A student broke her back after leaping 10ft from a window to escape Valdo Calocane in May 2020, three years before he fatally stabbed three people in Nottingham, a public inquiry heard.
Feven, identified only by her first name, fractured her vertebrae and required surgery after jumping from her flat when the paranoid schizophrenic attempted to kick down her door. She was 22 years old at the time of the attack.
Police visited her a week after hospital discharge and told her: “They told me I had been very brave. If I had not jumped out of the window many things could have happened to me – they said he could have killed me or he could have been violent.”
Despite this assessment, officers advised Feven that Calocane had been sectioned but “could not be jailed” due to mental health problems. Speaking through an interpreter, she stated: “I was very upset, because the damage he had caused is going to be forever… When they told me he was not going to be prosecuted, I felt disappointed, very angry.”

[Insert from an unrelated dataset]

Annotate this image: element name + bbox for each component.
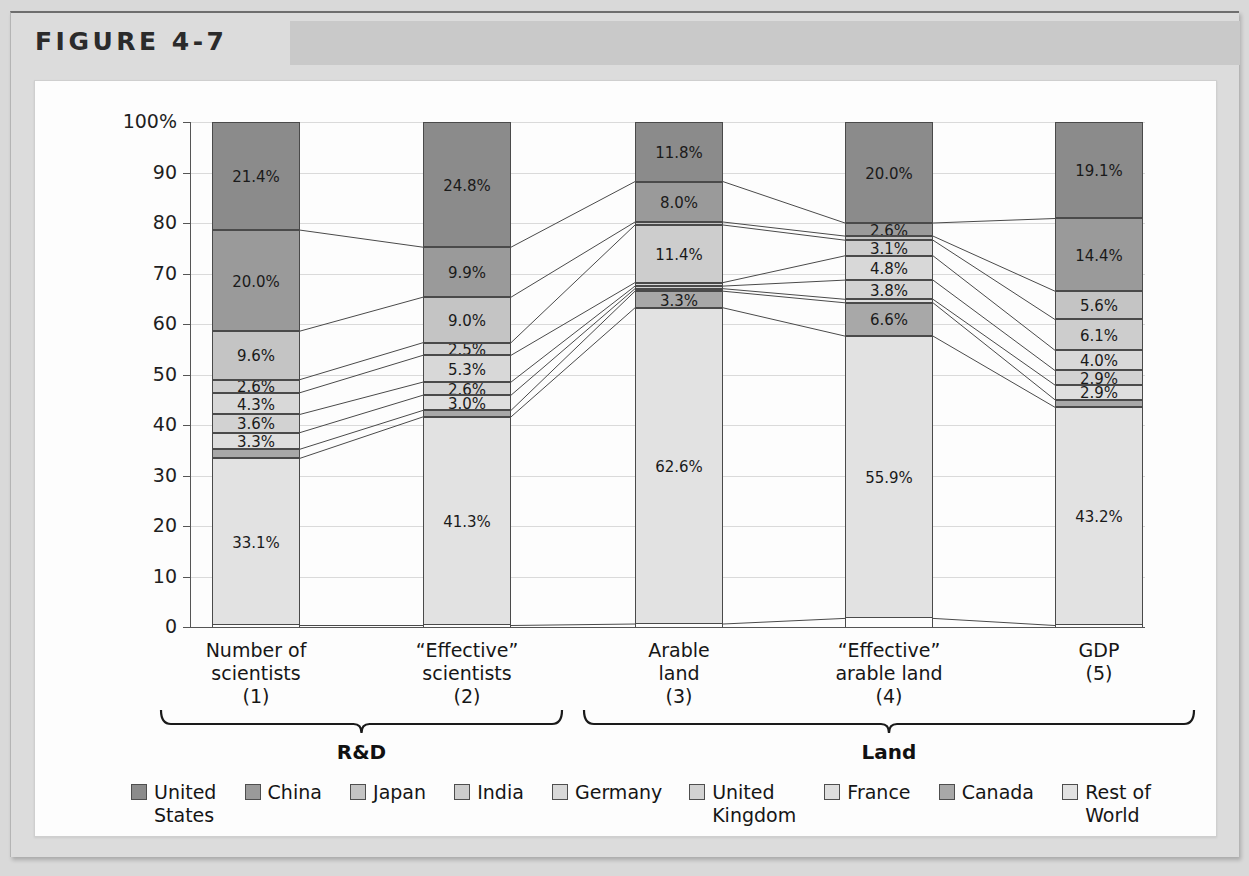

The attack came just 45 minutes after Calocane, now 34, had been released by police for trying to break into another neighbour’s property earlier that same day. He had been arrested on suspicion of criminal damage and taken into custody where a psychiatric nurse said he was “hearing voices” and appeared to be suffering from psychosis.

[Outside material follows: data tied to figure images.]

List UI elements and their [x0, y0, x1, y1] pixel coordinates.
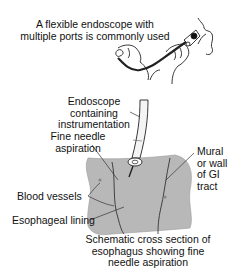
top-caption: A flexible endoscope with multiple ports…	[20, 19, 170, 42]
bottom-caption: Schematic cross section of esophagus sho…	[83, 234, 213, 269]
label-esophageal-lining: Esophageal lining	[12, 215, 95, 227]
label-line: instrumentation	[54, 119, 134, 131]
label-endoscope: Endoscope containing instrumentation	[54, 96, 134, 131]
label-line: Fine needle	[48, 131, 108, 143]
label-line: Endoscope	[54, 96, 134, 108]
label-blood-vessels: Blood vessels	[17, 191, 82, 203]
label-fine-needle-aspiration: Fine needle aspiration	[48, 131, 108, 154]
label-line: aspiration	[48, 143, 108, 155]
label-line: of GI	[197, 169, 227, 181]
label-line: tract	[197, 181, 227, 193]
caption-line: A flexible endoscope with	[20, 19, 170, 31]
caption-line: multiple ports is commonly used	[20, 31, 170, 43]
esophagus-cross-section	[86, 155, 191, 235]
caption-line: needle aspiration	[83, 257, 213, 269]
label-line: Mural	[197, 146, 227, 158]
caption-line: Schematic cross section of	[83, 234, 213, 246]
label-mural-wall: Mural or wall of GI tract	[197, 146, 227, 192]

However, a mental health team decided not to section him after looking at research evidence showing the “over-representation of young black males in detention,” the inquiry heard. He was released and attacked Feven 45 minutes later.
The inquiry heard there is nothing in police logs to suggest the two attacks were ever formally linked. Inspector Katie Eustace, who arrested Calocane over the first incident, told the hearing she “cannot find” her body-worn footage on the force’s computer system despite marking it for retention.
When asked by inquiry barrister Julian Blake whether she thought the case had “been given the attention it deserved,” Eustace responded: “No, I don’t think it was.”
PC Richard Marsden, who attended the attack on Feven and visited her after hospital discharge, denied telling her it “could have been much worse.” However, when asked by inquiry chairwoman Deborah Taylor if police should have linked the incident with the earlier criminal damage, he responded: “They should, yes.”
On 13 June 2023, Calocane fatally stabbed students Barnaby Webber and Grace O’Malley-Kumar, both 19, and school caretaker Ian Coates, 65, before attempting to run down three pedestrians. He was convicted of manslaughter on grounds of diminished responsibility and handed an indefinite hospital order in January 2024.
The inquiry continues and will report back in full next year.